Beyond a handful of independent organizations, the situation is more messy. This summer’s People’s Social Forum in Ottawa embodies the dilemmas and contradictions at play. The Forum is organized by Alternatives, a Quebec NGO that decades ago was the product of the merger of several movement organizations, in partnership with a wide array of grassroots groups, organizers and NGOs. For years, Alternatives took millions from the Canadian government as a development NGO. During the anti-globalization movement, they played a key role in channeling street protests away from disruption of the summit in Quebec City (see the book Paved With Good Intentions), and they supported the coup d’etat in Haiti in 2004. These were the results of funding first, and political leadership second.

Today, Alternatives still receives 23% of its budget from the provincial and federal government. The extent of the political limitations this creates can be debated, but they are present. My own assessment is that Alternatives is compromised to the extent that it tries to lead a movement that actually confronts government policies. So far, they’re not really doing that, but are exercising tremendous influence over how movement-building discussions happen.

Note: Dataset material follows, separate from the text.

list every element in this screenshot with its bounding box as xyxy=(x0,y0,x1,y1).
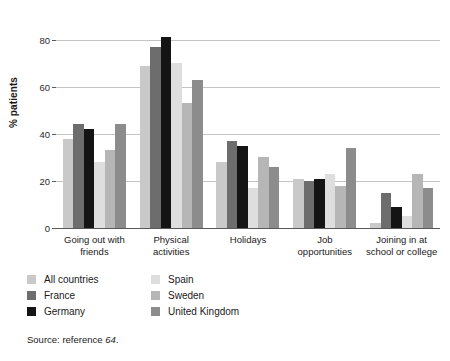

It’s a grey area, but one that merits significant caution.

A similar dilemma has been playing out with Conservative attacks on environmental campaigners. On the one hand, one is obligated to oppose the Conservative attacks on the charitable status of environmental groups. Defending groups like ForestEthics against Conservative attacks can provoke amicable feelings of solidarity, but it need not breed complacency. Dependence on US funding and Canadian charitable status are huge weaknesses for organizations that are supposed targeting one of the current pillars of the Canadian economy. They illustrate, if anything, the corrosive effects of decades of NGOization. Alternatives are sorely needed.

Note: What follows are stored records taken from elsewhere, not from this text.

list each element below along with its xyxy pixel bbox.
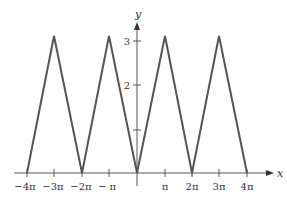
x-tick-label: π bbox=[162, 181, 169, 192]
x-tick-label: 4π bbox=[241, 181, 254, 192]
x-axis-arrow-icon bbox=[266, 170, 274, 176]
y-tick-label-2: 2 bbox=[124, 80, 130, 91]
x-tick-label: −4π bbox=[14, 181, 36, 192]
x-tick-labels: −4π −3π −2π − π π 2π 3π 4π bbox=[14, 181, 254, 192]
x-tick-label: 2π bbox=[186, 181, 199, 192]
x-tick-label: −2π bbox=[70, 181, 92, 192]
x-axis-label: x bbox=[277, 167, 284, 180]
x-tick-label: −3π bbox=[42, 181, 64, 192]
y-axis-label: y bbox=[134, 8, 142, 21]
y-axis-arrow-icon bbox=[134, 22, 140, 30]
y-tick-label-3: 3 bbox=[124, 36, 130, 47]
x-tick-label: − π bbox=[98, 181, 117, 192]
x-tick-label: 3π bbox=[213, 181, 226, 192]
chart: x y −4π −3π −2π − π π 2π 3π 4π 2 3 bbox=[0, 0, 287, 201]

From critique to mobilization

What does this mean for leftists interested in independent movements that can effectively oppose the austerity agenda being imposed daily? An outright rejection would seem be foolish, but surely that doesn’t mean that an uncritical acceptance is necessary.

While awareness of the problem with NGOs is widespread, there have been few attempts to establish a critical analysis of what one book called the “non-profit industrial complex.” That book is The Revolution Will Not Be Funded. Though it was published eight years ago, it is perhaps telling that it remains one of the few well known critiques, and then only in radical circles.

This is understandable, given that tight-knit activist and academic circles tend to overlap with NGOs, and few want to be seen as divisive of fragile and limited existing efforts. Despite this, serious critiques of NGOization are spreading; a few new titles have made useful contributions in the last few years.

That said, most still shy away, likely for the same reasons, from directly confronting the negative political effects of specific NGOs. To this end, it is crucial to establish precedents for institutional critiques that depersonalize the issues while strengthening openly critical thinking and honest material analysis in movements and the public. This too requires a cultural shift.

While alternatives to the NGO model may develop, it’s hard to imagine the day when they have more resources than the funders behind the NGO boom. For a societal transformation to take place, a full-scale rejection of NGOization will be necessary, sooner or later.

How to do this requires a level of nuance that current thinking does not provide. If we push back against funders who steering movements in the wrong direction, can we do so without starting a fight with those who carry out their orders? Is it possible to oppose NGOization without opposing well-meaning activists who want to earn a living?

The answers will depend a great deal on NGO workers. Can they build unity to confront the funders, or will they distance themselves from movements and popular organizations out of fear? In these respects, consciousness-raising efforts about the role of funders, NGOization and NGO workers could be a difference maker.

 

Dru Oja Jay is a writer and organizer living in Montreal. He is a co-founder of the Media Co-op and co-author (with Nikolas Barry-Shaw) of the book Paved with Good Intentions: Canada’s Development NGOs from Idealism to Imperialism.